Querying through views in SQL - Time & Space Complexity
When we use views in SQL, we want to know how the time to get results changes as the data grows.
We ask: How does querying a view affect the work the database does?
Analyze the time complexity of the following code snippet.
CREATE VIEW RecentOrders AS
SELECT OrderID, CustomerID, OrderDate
FROM Orders
WHERE OrderDate >= DATE_SUB(CURRENT_DATE, INTERVAL 30 DAY);
SELECT * FROM RecentOrders WHERE CustomerID = 12345;
This code creates a view showing orders from the last 30 days, then queries it for a specific customer.
Identify the loops, recursion, array traversals that repeat.
- Primary operation: Scanning the Orders table to find recent orders.
- How many times: Once per query, the database checks each order to see if it is recent.
As the number of orders grows, the database must check more rows to find recent ones.
| Input Size (n) | Approx. Operations |
|---|---|
| 10 | About 10 checks |
| 100 | About 100 checks |
| 1000 | About 1000 checks |
Pattern observation: The work grows roughly in direct proportion to the number of orders.
Time Complexity: O(n)
This means the time to get results grows roughly in step with the number of rows in the Orders table.
[X] Wrong: "Using a view makes the query instantly faster because it stores results."
[OK] Correct: Views do not store data by default; they run the underlying query each time, so the work depends on the original table size.
Understanding how views affect query time helps you explain database behavior clearly and shows you think about efficiency in real situations.
"What if the view included an index on OrderDate? How would that change the time complexity?"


* [Prompt]: Your task is to return exactly the lines that run from the one containing "Read all visible content and emit it as JSON." through the end of the listing below, without any pictures.
▬▬▬
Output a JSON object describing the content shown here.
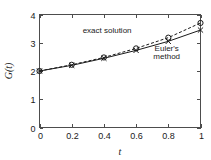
{
  "chart_data": {
    "type": "line",
    "title": "",
    "xlabel": "t",
    "ylabel": "G(t)",
    "xlim": [
      0,
      1
    ],
    "ylim": [
      0,
      4
    ],
    "grid": false,
    "legend_position": "inline-annotations",
    "x": [
      0,
      0.2,
      0.4,
      0.6,
      0.8,
      1
    ],
    "xticks": [
      "0",
      "0.2",
      "0.4",
      "0.6",
      "0.8",
      "1"
    ],
    "yticks": [
      "0",
      "1",
      "2",
      "3",
      "4"
    ],
    "series": [
      {
        "name": "exact solution",
        "style": "dashed",
        "marker": "circle",
        "values": [
          2.0,
          2.22,
          2.48,
          2.8,
          3.18,
          3.7
        ]
      },
      {
        "name": "Euler's method",
        "style": "solid",
        "marker": "x",
        "values": [
          2.0,
          2.2,
          2.45,
          2.73,
          3.05,
          3.45
        ]
      }
    ],
    "annotations": [
      {
        "text": "exact solution",
        "x": 0.42,
        "y": 3.35
      },
      {
        "text": "Euler's",
        "x": 0.79,
        "y": 2.72
      },
      {
        "text": "method",
        "x": 0.79,
        "y": 2.43
      }
    ],
    "colors": {
      "axis": "#4d4d4d",
      "exact": "#1a1a1a",
      "euler": "#1a1a1a",
      "background": "#ffffff"
    }
  },
  "annotation_text": {
    "exact_solution": "exact solution",
    "euler_line1": "Euler's",
    "euler_line2": "method"
  },
  "axis_titles": {
    "x": "t",
    "y": "G(t)"
  }
}
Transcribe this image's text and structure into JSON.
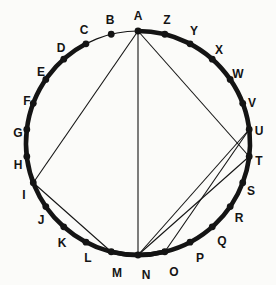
{
  "figure": {
    "type": "geometry-diagram",
    "background_color": "#fbfbf9",
    "stroke_color": "#141414",
    "circle": {
      "cx": 138,
      "cy": 143,
      "r": 112,
      "stroke_width": 1.2
    },
    "point_radius": 3.4,
    "labels": [
      {
        "id": "A",
        "text": "A",
        "angle": 90,
        "lx": 138,
        "ly": 16
      },
      {
        "id": "B",
        "text": "B",
        "angle": 103.846,
        "lx": 110,
        "ly": 20
      },
      {
        "id": "C",
        "text": "C",
        "angle": 117.692,
        "lx": 84,
        "ly": 30
      },
      {
        "id": "D",
        "text": "D",
        "angle": 131.538,
        "lx": 61,
        "ly": 48
      },
      {
        "id": "E",
        "text": "E",
        "angle": 145.385,
        "lx": 41,
        "ly": 72
      },
      {
        "id": "F",
        "text": "F",
        "angle": 159.231,
        "lx": 27,
        "ly": 101
      },
      {
        "id": "G",
        "text": "G",
        "angle": 173.077,
        "lx": 18,
        "ly": 133
      },
      {
        "id": "H",
        "text": "H",
        "angle": 186.923,
        "lx": 18,
        "ly": 165
      },
      {
        "id": "I",
        "text": "I",
        "angle": 200.769,
        "lx": 24,
        "ly": 195
      },
      {
        "id": "J",
        "text": "J",
        "angle": 214.615,
        "lx": 41,
        "ly": 220
      },
      {
        "id": "K",
        "text": "K",
        "angle": 228.462,
        "lx": 62,
        "ly": 243
      },
      {
        "id": "L",
        "text": "L",
        "angle": 242.308,
        "lx": 88,
        "ly": 258
      },
      {
        "id": "M",
        "text": "M",
        "angle": 256.154,
        "lx": 117,
        "ly": 273
      },
      {
        "id": "N",
        "text": "N",
        "angle": 270,
        "lx": 146,
        "ly": 275
      },
      {
        "id": "O",
        "text": "O",
        "angle": 283.846,
        "lx": 174,
        "ly": 272
      },
      {
        "id": "P",
        "text": "P",
        "angle": 297.692,
        "lx": 200,
        "ly": 258
      },
      {
        "id": "Q",
        "text": "Q",
        "angle": 311.538,
        "lx": 222,
        "ly": 241
      },
      {
        "id": "R",
        "text": "R",
        "angle": 325.385,
        "lx": 239,
        "ly": 218
      },
      {
        "id": "S",
        "text": "S",
        "angle": 339.231,
        "lx": 251,
        "ly": 191
      },
      {
        "id": "T",
        "text": "T",
        "angle": 353.077,
        "lx": 259,
        "ly": 161
      },
      {
        "id": "U",
        "text": "U",
        "angle": 6.923,
        "lx": 259,
        "ly": 131
      },
      {
        "id": "V",
        "text": "V",
        "angle": 20.769,
        "lx": 252,
        "ly": 103
      },
      {
        "id": "W",
        "text": "W",
        "angle": 34.615,
        "lx": 238,
        "ly": 74
      },
      {
        "id": "X",
        "text": "X",
        "angle": 48.462,
        "lx": 219,
        "ly": 50
      },
      {
        "id": "Y",
        "text": "Y",
        "angle": 62.308,
        "lx": 194,
        "ly": 31
      },
      {
        "id": "Z",
        "text": "Z",
        "angle": 76.154,
        "lx": 167,
        "ly": 20
      }
    ],
    "chords": [
      {
        "from": "A",
        "to": "I"
      },
      {
        "from": "A",
        "to": "N"
      },
      {
        "from": "A",
        "to": "T"
      },
      {
        "from": "I",
        "to": "M"
      },
      {
        "from": "N",
        "to": "U"
      },
      {
        "from": "N",
        "to": "T"
      },
      {
        "from": "O",
        "to": "U"
      },
      {
        "from": "U",
        "to": "T"
      }
    ],
    "highlighted_arcs": [
      {
        "from": "C",
        "to": "A",
        "stroke_width": 4.6
      },
      {
        "from": "M",
        "to": "O",
        "stroke_width": 4.6
      }
    ]
  }
}
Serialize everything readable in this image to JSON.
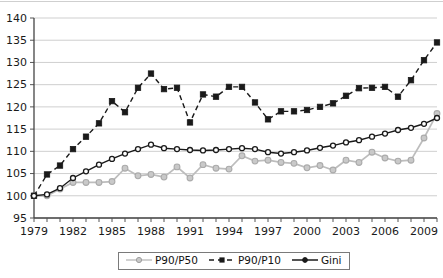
{
  "chart_data": {
    "type": "line",
    "title": "",
    "subtitle": "",
    "xlabel": "",
    "ylabel": "",
    "xlim": [
      1979,
      2010
    ],
    "ylim": [
      95,
      140
    ],
    "ytick_step": 5,
    "yticks": [
      95,
      100,
      105,
      110,
      115,
      120,
      125,
      130,
      135,
      140
    ],
    "x": [
      1979,
      1980,
      1981,
      1982,
      1983,
      1984,
      1985,
      1986,
      1987,
      1988,
      1989,
      1990,
      1991,
      1992,
      1993,
      1994,
      1995,
      1996,
      1997,
      1998,
      1999,
      2000,
      2001,
      2002,
      2003,
      2004,
      2005,
      2006,
      2007,
      2008,
      2009,
      2010
    ],
    "xticks_labeled": [
      1979,
      1982,
      1985,
      1988,
      1991,
      1994,
      1997,
      2000,
      2003,
      2006,
      2009
    ],
    "grid": "horizontal",
    "legend_position": "bottom-center",
    "series": [
      {
        "name": "P90/P50",
        "color": "#bdbdbd",
        "marker": "circle",
        "linestyle": "solid",
        "values": [
          100.0,
          100.0,
          101.5,
          103.0,
          103.0,
          103.0,
          103.2,
          106.2,
          104.5,
          104.8,
          104.2,
          106.5,
          104.0,
          107.0,
          106.2,
          106.0,
          109.0,
          107.8,
          108.0,
          107.5,
          107.3,
          106.3,
          106.8,
          105.8,
          108.0,
          107.5,
          109.8,
          108.5,
          107.8,
          108.0,
          113.0,
          118.5
        ]
      },
      {
        "name": "P90/P10",
        "color": "#1a1a1a",
        "marker": "square",
        "linestyle": "dashed",
        "values": [
          100.0,
          104.8,
          106.8,
          110.5,
          113.3,
          116.3,
          121.3,
          118.8,
          124.3,
          127.5,
          124.0,
          124.3,
          116.5,
          122.8,
          122.3,
          124.5,
          124.5,
          121.0,
          117.2,
          119.0,
          119.0,
          119.3,
          120.0,
          120.8,
          122.5,
          124.2,
          124.3,
          124.5,
          122.3,
          126.0,
          130.5,
          134.5
        ]
      },
      {
        "name": "Gini",
        "color": "#1a1a1a",
        "marker": "circle",
        "linestyle": "solid",
        "values": [
          100.0,
          100.3,
          101.7,
          104.0,
          105.5,
          107.0,
          108.3,
          109.5,
          110.5,
          111.5,
          110.7,
          110.5,
          110.3,
          110.2,
          110.3,
          110.5,
          110.7,
          110.5,
          109.8,
          109.5,
          109.8,
          110.2,
          110.8,
          111.3,
          112.0,
          112.5,
          113.3,
          114.0,
          114.8,
          115.3,
          116.2,
          117.5
        ]
      }
    ]
  },
  "legend": {
    "items": [
      {
        "label": "P90/P50"
      },
      {
        "label": "P90/P10"
      },
      {
        "label": "Gini"
      }
    ]
  },
  "axis": {
    "y_labels": [
      "140",
      "135",
      "130",
      "125",
      "120",
      "115",
      "110",
      "105",
      "100",
      "95"
    ],
    "x_labels": [
      "1979",
      "1982",
      "1985",
      "1988",
      "1991",
      "1994",
      "1997",
      "2000",
      "2003",
      "2006",
      "2009"
    ]
  },
  "colors": {
    "series_light": "#bdbdbd",
    "series_dark": "#1a1a1a",
    "grid": "#cccccc",
    "axis": "#555555",
    "background": "#ffffff"
  }
}
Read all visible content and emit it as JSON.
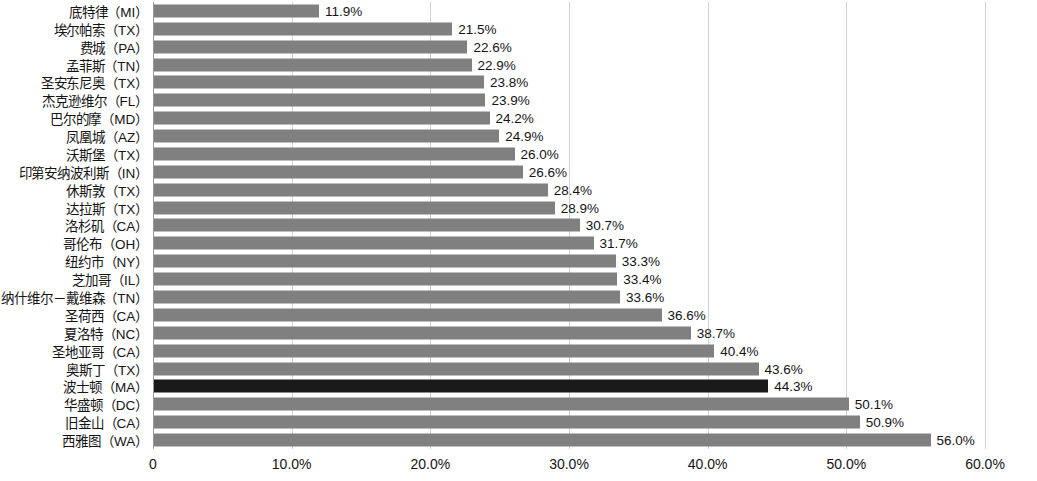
{
  "chart_data": {
    "type": "bar",
    "orientation": "horizontal",
    "title": "",
    "subtitle": "",
    "xlabel": "",
    "ylabel": "",
    "xlim": [
      0,
      60
    ],
    "grid": true,
    "legend": null,
    "xticks": [
      "0",
      "10.0%",
      "20.0%",
      "30.0%",
      "40.0%",
      "50.0%",
      "60.0%"
    ],
    "xtick_values": [
      0,
      10,
      20,
      30,
      40,
      50,
      60
    ],
    "bar_color": "#808080",
    "highlight_color": "#1a1a1a",
    "highlight_category": "波士顿（MA）",
    "categories": [
      "底特律（MI）",
      "埃尔帕索（TX）",
      "费城（PA）",
      "孟菲斯（TN）",
      "圣安东尼奥（TX）",
      "杰克逊维尔（FL）",
      "巴尔的摩（MD）",
      "凤凰城（AZ）",
      "沃斯堡（TX）",
      "印第安纳波利斯（IN）",
      "休斯敦（TX）",
      "达拉斯（TX）",
      "洛杉矶（CA）",
      "哥伦布（OH）",
      "纽约市（NY）",
      "芝加哥（IL）",
      "纳什维尔－戴维森（TN）",
      "圣荷西（CA）",
      "夏洛特（NC）",
      "圣地亚哥（CA）",
      "奥斯丁（TX）",
      "波士顿（MA）",
      "华盛顿（DC）",
      "旧金山（CA）",
      "西雅图（WA）"
    ],
    "values": [
      11.9,
      21.5,
      22.6,
      22.9,
      23.8,
      23.9,
      24.2,
      24.9,
      26.0,
      26.6,
      28.4,
      28.9,
      30.7,
      31.7,
      33.3,
      33.4,
      33.6,
      36.6,
      38.7,
      40.4,
      43.6,
      44.3,
      50.1,
      50.9,
      56.0
    ],
    "value_labels": [
      "11.9%",
      "21.5%",
      "22.6%",
      "22.9%",
      "23.8%",
      "23.9%",
      "24.2%",
      "24.9%",
      "26.0%",
      "26.6%",
      "28.4%",
      "28.9%",
      "30.7%",
      "31.7%",
      "33.3%",
      "33.4%",
      "33.6%",
      "36.6%",
      "38.7%",
      "40.4%",
      "43.6%",
      "44.3%",
      "50.1%",
      "50.9%",
      "56.0%"
    ]
  }
}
▬▬▬
* [Solution for this exercise]:
Read all visible content and emit it as JSON.
{
  "chart_data": {
    "type": "bar",
    "orientation": "horizontal",
    "title": "",
    "subtitle": "",
    "xlabel": "",
    "ylabel": "",
    "xlim": [
      0,
      60
    ],
    "grid": true,
    "legend": null,
    "xticks": [
      "0",
      "10.0%",
      "20.0%",
      "30.0%",
      "40.0%",
      "50.0%",
      "60.0%"
    ],
    "xtick_values": [
      0,
      10,
      20,
      30,
      40,
      50,
      60
    ],
    "bar_color": "#808080",
    "highlight_color": "#1a1a1a",
    "highlight_category": "波士顿（MA）",
    "categories": [
      "底特律（MI）",
      "埃尔帕索（TX）",
      "费城（PA）",
      "孟菲斯（TN）",
      "圣安东尼奥（TX）",
      "杰克逊维尔（FL）",
      "巴尔的摩（MD）",
      "凤凰城（AZ）",
      "沃斯堡（TX）",
      "印第安纳波利斯（IN）",
      "休斯敦（TX）",
      "达拉斯（TX）",
      "洛杉矶（CA）",
      "哥伦布（OH）",
      "纽约市（NY）",
      "芝加哥（IL）",
      "纳什维尔－戴维森（TN）",
      "圣荷西（CA）",
      "夏洛特（NC）",
      "圣地亚哥（CA）",
      "奥斯丁（TX）",
      "波士顿（MA）",
      "华盛顿（DC）",
      "旧金山（CA）",
      "西雅图（WA）"
    ],
    "values": [
      11.9,
      21.5,
      22.6,
      22.9,
      23.8,
      23.9,
      24.2,
      24.9,
      26.0,
      26.6,
      28.4,
      28.9,
      30.7,
      31.7,
      33.3,
      33.4,
      33.6,
      36.6,
      38.7,
      40.4,
      43.6,
      44.3,
      50.1,
      50.9,
      56.0
    ],
    "value_labels": [
      "11.9%",
      "21.5%",
      "22.6%",
      "22.9%",
      "23.8%",
      "23.9%",
      "24.2%",
      "24.9%",
      "26.0%",
      "26.6%",
      "28.4%",
      "28.9%",
      "30.7%",
      "31.7%",
      "33.3%",
      "33.4%",
      "33.6%",
      "36.6%",
      "38.7%",
      "40.4%",
      "43.6%",
      "44.3%",
      "50.1%",
      "50.9%",
      "56.0%"
    ]
  }
}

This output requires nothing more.